Chaucer's narrator describes characters from all walks of life and a range of social positions. Does the narrator appear to hold more favorable views of people from one class or background over another? Use at least three of the characters from the General Prologue in your response. Your answer should be at least 250 words.
Answers
However before the storyteller goes any further in the story, he depicts the conditions and the social status of every traveler. He portrays every one thus, beginning with the most astounding status individuals. Chaucer's voice, in re-telling the stories as precisely as possible, completely vanishes into that of his characters, and in this manner the Tales works practically like a show. This self-evaporating quality is critical to the Tales, and maybe clarifies why there is one explorer / pilgrim who isn't depicted at all up until now, yet who is unquestionably on the journey - and he is the most interesting, and the most imperative by a long shot: a writer and statesman by the name of Geoffrey Chaucer.
In the General Prologue we get to see that Chaucher actually introduces us to all of the pilgrims, which is a great place for us to understand his opinions on the pilgrims.
It is quite undestandable that Chaucer likes the Parson, Oxford cleric and the Knight. Chaucer tend to like the Parson and he was also one of the clergy members that he did like.
Chaucer liked the Cleric due to the fact that he liked his studies and was not at all wordly in nature.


* [WORK INSTRUCTION]
The entries below contain a stretch that opens with the line containing "Image resolution: width=1053" and closes with the line containing "What do you see at coordinates (46, 209)"; set down that stretch exactly, both ends included, and nothing else.

* [GIVEN DATA]
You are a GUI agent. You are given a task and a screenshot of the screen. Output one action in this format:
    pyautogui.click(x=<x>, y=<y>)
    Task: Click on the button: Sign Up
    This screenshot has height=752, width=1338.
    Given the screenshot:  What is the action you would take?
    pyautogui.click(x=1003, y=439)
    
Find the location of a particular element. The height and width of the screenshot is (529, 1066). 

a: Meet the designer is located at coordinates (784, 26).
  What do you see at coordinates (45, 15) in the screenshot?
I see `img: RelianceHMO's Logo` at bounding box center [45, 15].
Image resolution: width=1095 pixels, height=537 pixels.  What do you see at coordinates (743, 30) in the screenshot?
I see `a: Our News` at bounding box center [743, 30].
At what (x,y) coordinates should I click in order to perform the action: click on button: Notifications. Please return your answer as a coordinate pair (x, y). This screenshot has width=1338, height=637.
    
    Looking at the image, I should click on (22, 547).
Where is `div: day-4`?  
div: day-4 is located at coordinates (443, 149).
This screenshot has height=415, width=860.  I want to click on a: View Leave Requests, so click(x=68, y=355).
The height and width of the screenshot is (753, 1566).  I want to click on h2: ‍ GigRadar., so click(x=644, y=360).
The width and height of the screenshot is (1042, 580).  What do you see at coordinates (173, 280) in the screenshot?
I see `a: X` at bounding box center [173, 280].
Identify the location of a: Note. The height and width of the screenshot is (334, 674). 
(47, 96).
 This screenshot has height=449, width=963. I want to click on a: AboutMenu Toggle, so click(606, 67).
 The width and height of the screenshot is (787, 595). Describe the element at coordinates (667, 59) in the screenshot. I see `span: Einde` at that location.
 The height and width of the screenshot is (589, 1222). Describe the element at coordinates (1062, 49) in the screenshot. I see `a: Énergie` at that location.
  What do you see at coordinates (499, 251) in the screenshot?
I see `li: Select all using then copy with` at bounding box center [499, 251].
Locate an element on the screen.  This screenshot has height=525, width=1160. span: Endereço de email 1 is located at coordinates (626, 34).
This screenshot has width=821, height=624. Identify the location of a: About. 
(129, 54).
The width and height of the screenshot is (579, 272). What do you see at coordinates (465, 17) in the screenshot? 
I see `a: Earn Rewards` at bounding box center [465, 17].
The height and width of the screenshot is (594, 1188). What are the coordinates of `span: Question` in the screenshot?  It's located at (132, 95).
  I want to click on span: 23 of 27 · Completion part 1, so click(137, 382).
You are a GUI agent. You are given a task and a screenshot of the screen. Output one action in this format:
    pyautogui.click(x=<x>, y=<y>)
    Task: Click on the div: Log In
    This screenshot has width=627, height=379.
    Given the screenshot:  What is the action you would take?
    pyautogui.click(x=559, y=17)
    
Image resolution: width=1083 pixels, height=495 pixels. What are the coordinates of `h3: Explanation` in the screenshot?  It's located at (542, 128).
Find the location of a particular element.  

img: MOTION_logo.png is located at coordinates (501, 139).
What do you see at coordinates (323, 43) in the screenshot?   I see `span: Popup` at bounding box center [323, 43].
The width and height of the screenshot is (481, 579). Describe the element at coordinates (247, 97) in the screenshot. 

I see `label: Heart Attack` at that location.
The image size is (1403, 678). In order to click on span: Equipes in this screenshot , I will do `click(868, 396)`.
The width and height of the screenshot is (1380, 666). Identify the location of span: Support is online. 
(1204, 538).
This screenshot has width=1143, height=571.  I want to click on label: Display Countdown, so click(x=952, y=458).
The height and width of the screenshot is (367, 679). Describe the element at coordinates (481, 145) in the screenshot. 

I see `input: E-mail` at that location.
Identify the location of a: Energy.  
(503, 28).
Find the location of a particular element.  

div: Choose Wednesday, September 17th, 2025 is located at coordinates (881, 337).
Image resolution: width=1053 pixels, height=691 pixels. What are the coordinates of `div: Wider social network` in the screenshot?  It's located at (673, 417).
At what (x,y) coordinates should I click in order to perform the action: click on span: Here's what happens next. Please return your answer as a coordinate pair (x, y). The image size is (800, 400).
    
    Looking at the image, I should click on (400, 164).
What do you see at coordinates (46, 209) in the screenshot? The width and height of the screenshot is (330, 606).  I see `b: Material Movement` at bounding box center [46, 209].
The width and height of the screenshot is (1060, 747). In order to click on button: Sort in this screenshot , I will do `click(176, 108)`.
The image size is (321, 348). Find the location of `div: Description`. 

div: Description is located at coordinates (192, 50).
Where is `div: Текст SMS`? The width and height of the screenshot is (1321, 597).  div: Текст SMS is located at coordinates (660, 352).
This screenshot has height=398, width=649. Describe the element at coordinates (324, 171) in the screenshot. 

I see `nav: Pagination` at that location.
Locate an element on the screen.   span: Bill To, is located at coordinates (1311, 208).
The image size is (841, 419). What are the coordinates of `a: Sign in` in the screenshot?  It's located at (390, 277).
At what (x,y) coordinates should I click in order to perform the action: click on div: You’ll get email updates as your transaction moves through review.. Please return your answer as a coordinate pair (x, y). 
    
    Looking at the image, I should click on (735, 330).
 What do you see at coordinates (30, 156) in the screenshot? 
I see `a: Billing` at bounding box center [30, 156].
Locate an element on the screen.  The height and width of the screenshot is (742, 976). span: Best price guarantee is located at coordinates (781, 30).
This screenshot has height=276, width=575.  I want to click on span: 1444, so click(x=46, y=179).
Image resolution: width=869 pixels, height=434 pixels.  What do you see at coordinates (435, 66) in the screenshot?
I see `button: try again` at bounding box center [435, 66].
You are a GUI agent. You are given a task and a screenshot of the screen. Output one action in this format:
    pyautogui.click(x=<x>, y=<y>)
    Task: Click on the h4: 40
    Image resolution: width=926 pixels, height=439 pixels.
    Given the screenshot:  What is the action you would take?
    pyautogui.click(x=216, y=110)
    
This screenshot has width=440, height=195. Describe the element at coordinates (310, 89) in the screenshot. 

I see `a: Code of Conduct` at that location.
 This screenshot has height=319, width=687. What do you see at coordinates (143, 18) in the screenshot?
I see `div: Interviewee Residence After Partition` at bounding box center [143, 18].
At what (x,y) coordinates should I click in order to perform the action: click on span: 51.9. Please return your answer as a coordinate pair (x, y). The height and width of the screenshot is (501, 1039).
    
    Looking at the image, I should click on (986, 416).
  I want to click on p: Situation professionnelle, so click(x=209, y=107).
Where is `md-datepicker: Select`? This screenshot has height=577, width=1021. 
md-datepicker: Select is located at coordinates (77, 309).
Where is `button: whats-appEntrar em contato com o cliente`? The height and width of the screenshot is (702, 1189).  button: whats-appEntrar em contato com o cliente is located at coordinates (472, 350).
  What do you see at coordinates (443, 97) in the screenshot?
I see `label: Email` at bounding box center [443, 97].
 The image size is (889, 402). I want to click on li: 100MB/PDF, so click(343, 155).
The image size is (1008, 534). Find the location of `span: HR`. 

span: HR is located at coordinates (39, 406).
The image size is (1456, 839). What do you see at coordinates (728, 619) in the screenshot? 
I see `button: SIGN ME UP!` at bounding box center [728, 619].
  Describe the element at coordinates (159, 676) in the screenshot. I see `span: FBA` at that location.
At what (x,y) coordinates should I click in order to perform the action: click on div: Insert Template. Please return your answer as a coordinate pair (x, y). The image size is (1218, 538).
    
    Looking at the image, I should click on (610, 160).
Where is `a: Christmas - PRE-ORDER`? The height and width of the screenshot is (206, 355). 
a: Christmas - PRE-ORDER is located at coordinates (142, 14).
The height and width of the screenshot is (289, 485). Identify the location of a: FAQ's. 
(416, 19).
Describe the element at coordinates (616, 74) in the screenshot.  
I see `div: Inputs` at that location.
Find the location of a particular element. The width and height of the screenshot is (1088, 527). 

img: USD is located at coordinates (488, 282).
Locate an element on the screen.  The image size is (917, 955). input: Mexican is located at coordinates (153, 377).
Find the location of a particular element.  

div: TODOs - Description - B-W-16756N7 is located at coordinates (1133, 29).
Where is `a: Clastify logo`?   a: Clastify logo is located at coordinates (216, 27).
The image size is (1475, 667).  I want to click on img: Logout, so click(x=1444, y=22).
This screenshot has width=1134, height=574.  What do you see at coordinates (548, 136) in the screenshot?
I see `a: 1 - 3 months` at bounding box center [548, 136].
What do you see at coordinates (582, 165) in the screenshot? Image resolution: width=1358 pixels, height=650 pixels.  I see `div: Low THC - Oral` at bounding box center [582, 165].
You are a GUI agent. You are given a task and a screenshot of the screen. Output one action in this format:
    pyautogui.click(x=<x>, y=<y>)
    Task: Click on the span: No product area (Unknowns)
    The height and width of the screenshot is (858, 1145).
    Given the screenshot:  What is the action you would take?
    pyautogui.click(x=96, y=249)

* [PROBLEM SOLUTION]
Image resolution: width=1053 pixels, height=691 pixels. What are the coordinates of `div: Wider social network` in the screenshot?  It's located at (673, 417).
At what (x,y) coordinates should I click in order to perform the action: click on span: Here's what happens next. Please return your answer as a coordinate pair (x, y). The image size is (800, 400).
    
    Looking at the image, I should click on (400, 164).
What do you see at coordinates (46, 209) in the screenshot? The width and height of the screenshot is (330, 606).  I see `b: Material Movement` at bounding box center [46, 209].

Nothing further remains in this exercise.